JP Auclair Street Segment (from All.I.Can.)Sherpas Cinema on Vimeo.
I watched this video this morning and was moved, moved to find ways to make the most of it. Here is this guy skiing down hill, which is nothing spectacular, but he's not skiing down a frosted slope lined with pines, hearing only the sound of his own skis swishing through the snow. He's going down hill in a town dreary from a long winter, surrounded by houses and cars, hearing barking dogs and the noises of small-town traffic.
I'm imagining his peripheral vision as a wash of color painted with a wet brush—he sees the smear of grungy snow and ice piled high along the road, carved into at crosswalks and side streets. It's interrupted by leftover Christmas decorations, stop signs, clothes on the line. Under a sky the color of dishwater, he dodges a threatening snowball, maneuvers down steps and over parked cars.

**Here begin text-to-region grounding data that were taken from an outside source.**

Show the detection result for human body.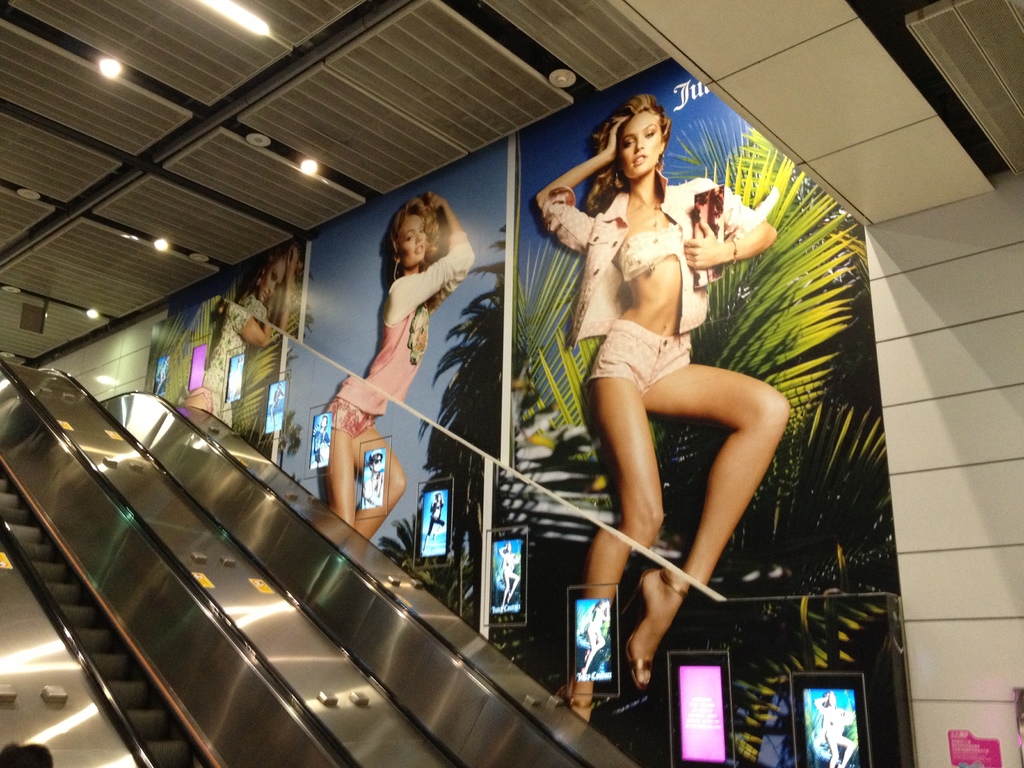
(361, 470, 386, 506).
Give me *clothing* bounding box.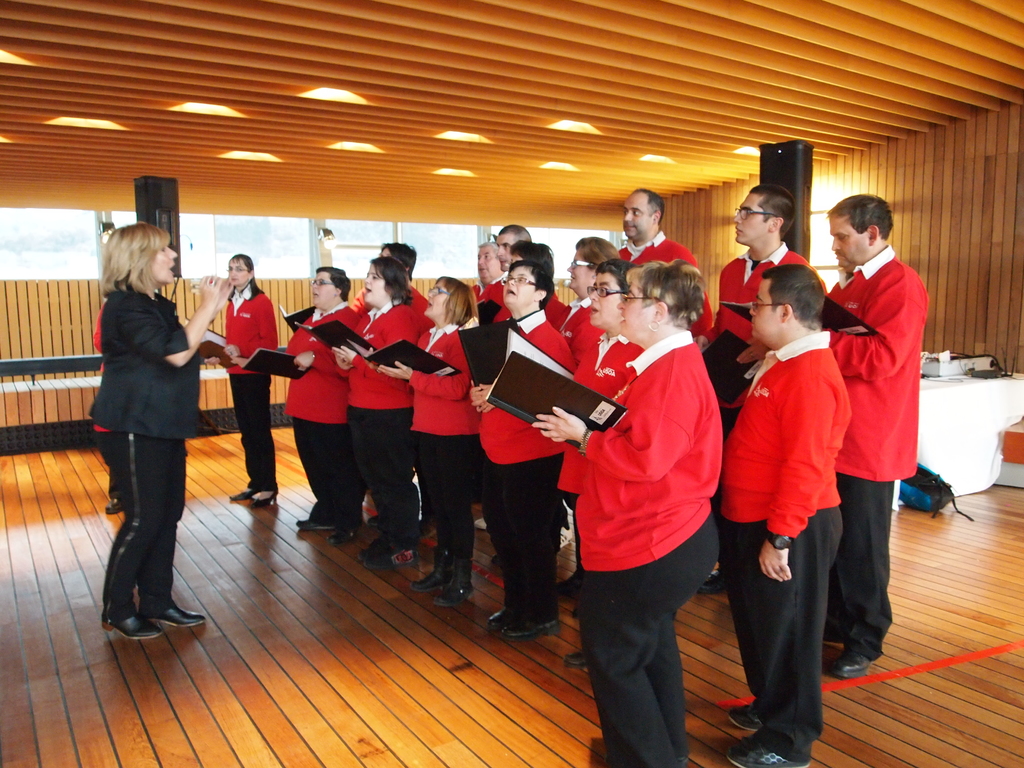
719/328/850/751.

He finally gets to the bottom and unclamps his skis, and then he boards a bus headed back uphill, to do it all over again. It's going to be great, even better the second time.

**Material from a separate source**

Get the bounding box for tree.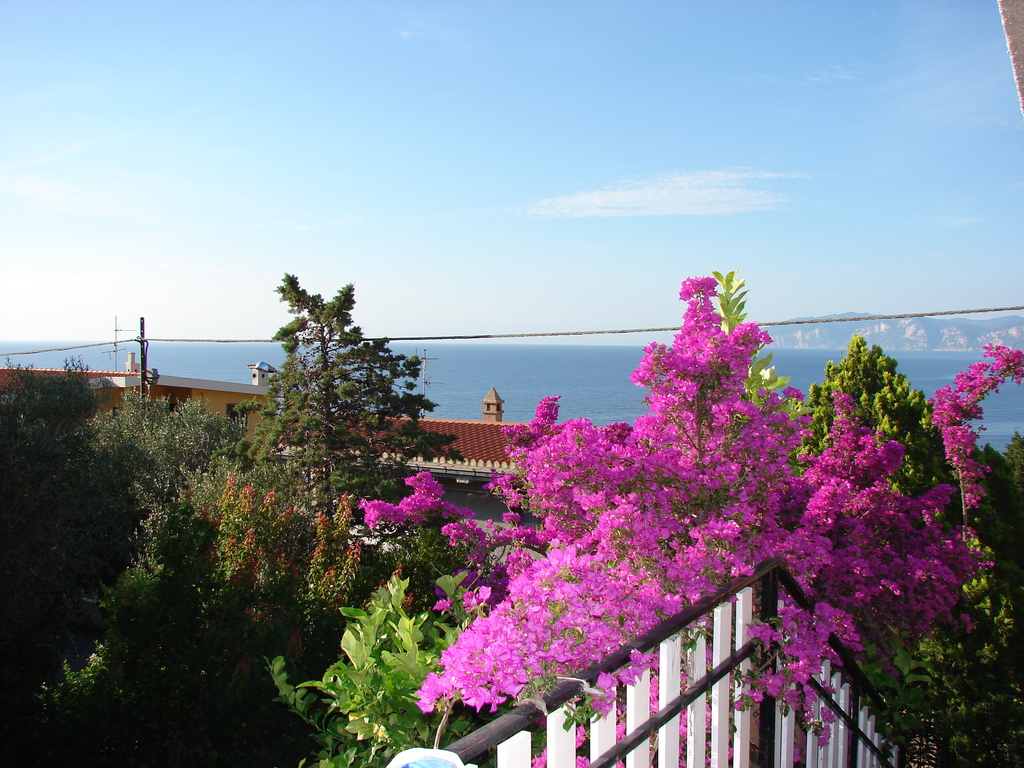
locate(223, 256, 437, 576).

I know this video clip is part of a feature-length film about climate change—I've read the description and would like to see the full version. But for the moment, this clip represents something else to me. It represents an approach to the day-to-day. It represents determination and one of my favorite characteristics humans possess, a need and an ability to take something seemingly unpleasant and turn it into something palatable.
In 2012, we're all going to find ourselves in some unpleasant, or at least not preferable, situations. You know we are. The trick is going to be turning those situations into something palatable, or even better, something preferable. I'll choose that. I'll choose it so much that I'll get on the Up Hill bus to go back to the top and do it all over again.
Happy New Year, Blogville and all those who stop by looking for Trail bologna or a recipe for Johnny Marzetti or information about Romania and find me instead. Let's make the best of it.
Comments
You do realise that when it next snows you're going to have to get some skis and head out there with Baxter to make your own version of the movie (even if you just hitch him up like a huskie and get him to tow you into town - I know you've done dog-sledding so you've got no excuses … hee hee).